- Dataset records -
<<<<

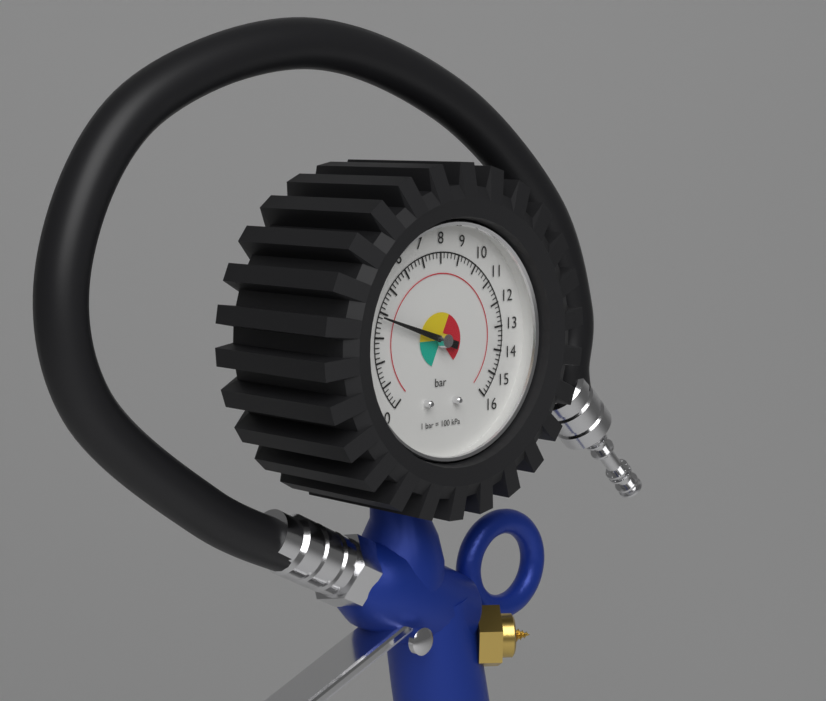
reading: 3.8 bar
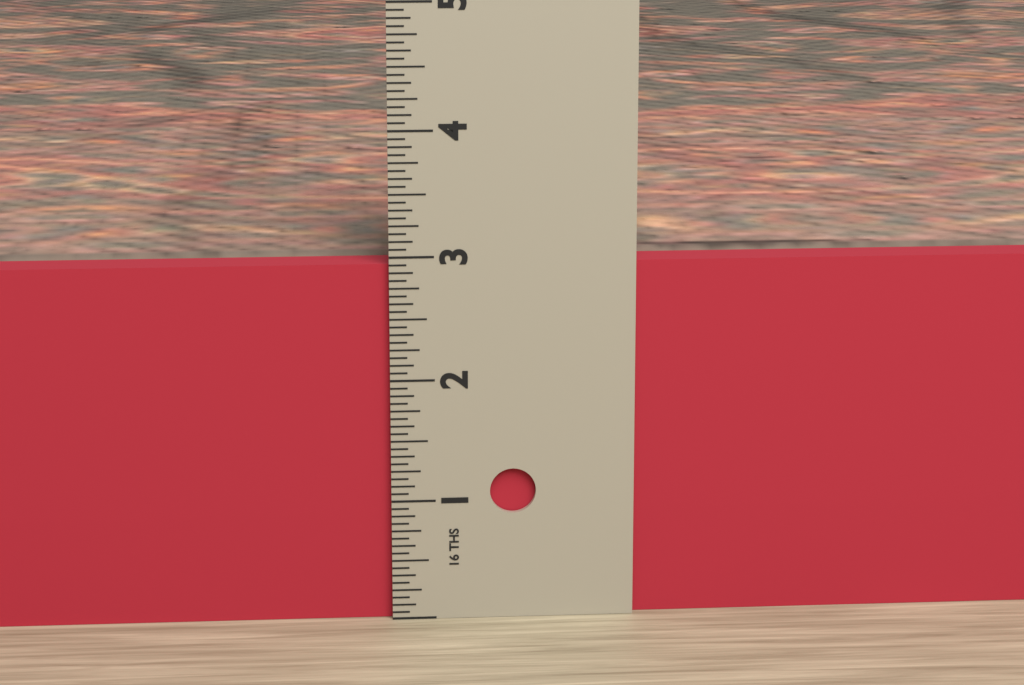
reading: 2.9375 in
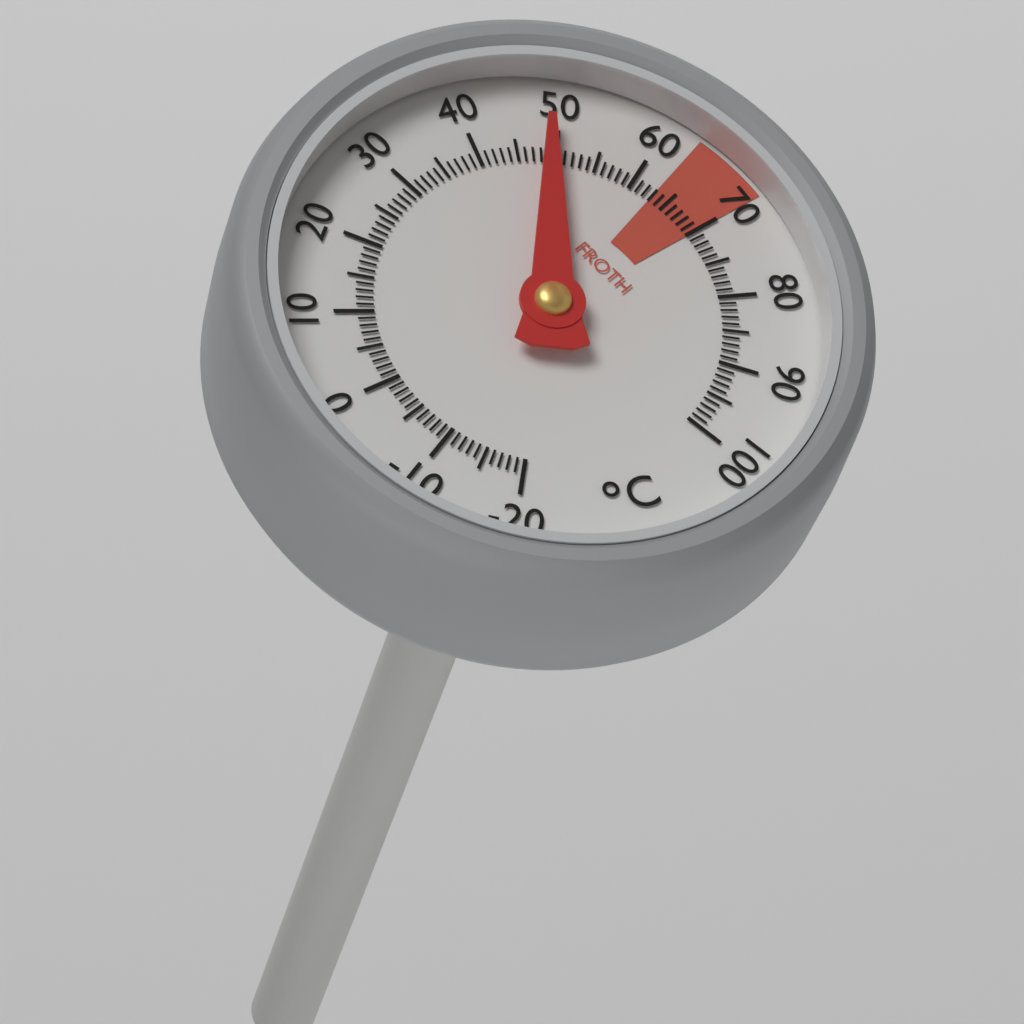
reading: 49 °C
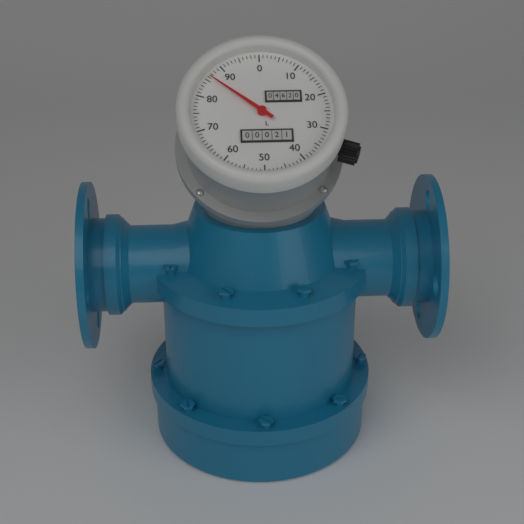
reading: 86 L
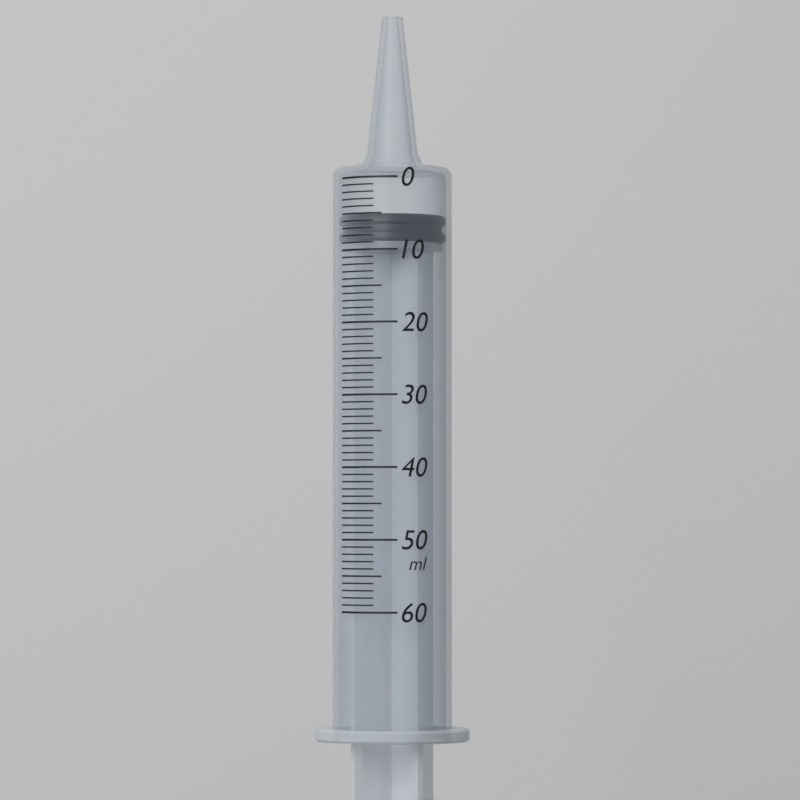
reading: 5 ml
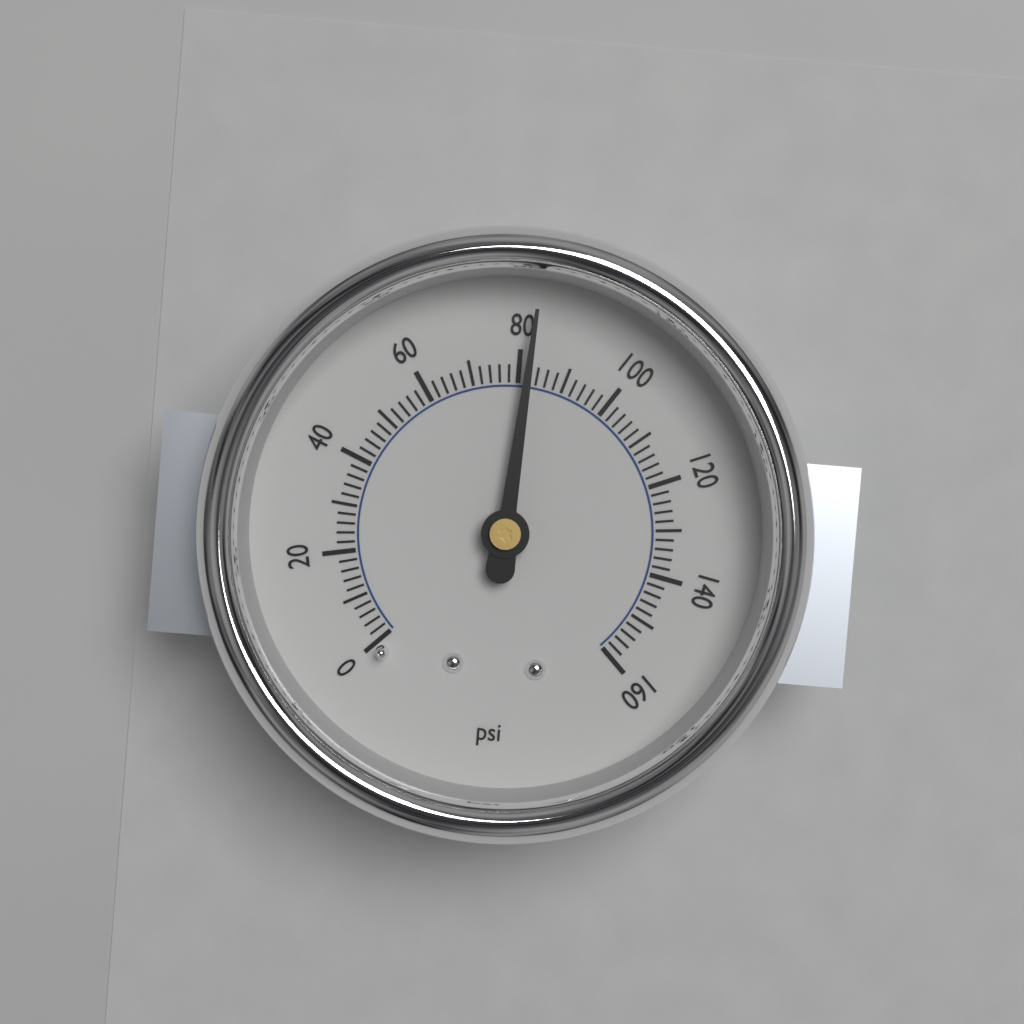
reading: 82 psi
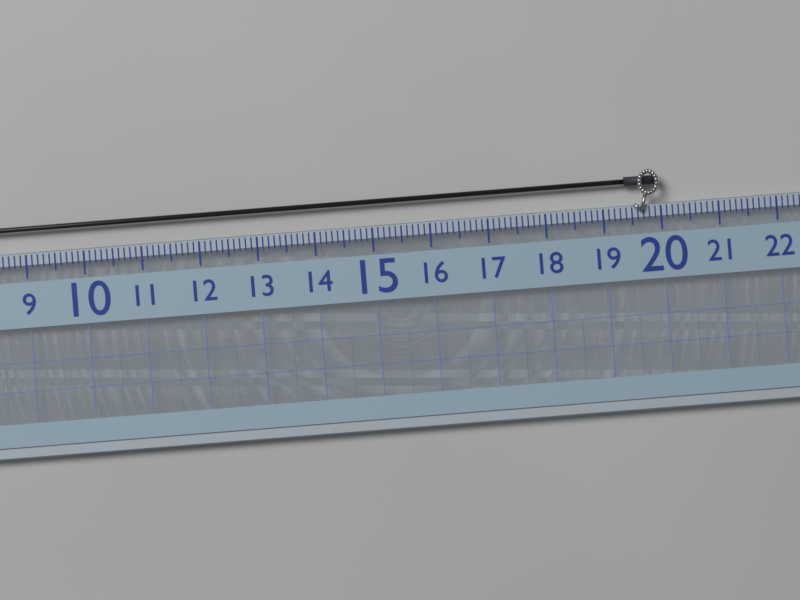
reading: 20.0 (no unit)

>>>>

- Task to carry out -
Please retype the listing exactly, leaving out any images.

- Response to this exercise -
reading: 3.8 bar
reading: 2.9375 in
reading: 49 °C
reading: 86 L
reading: 5 ml
reading: 82 psi
reading: 20.0 (no unit)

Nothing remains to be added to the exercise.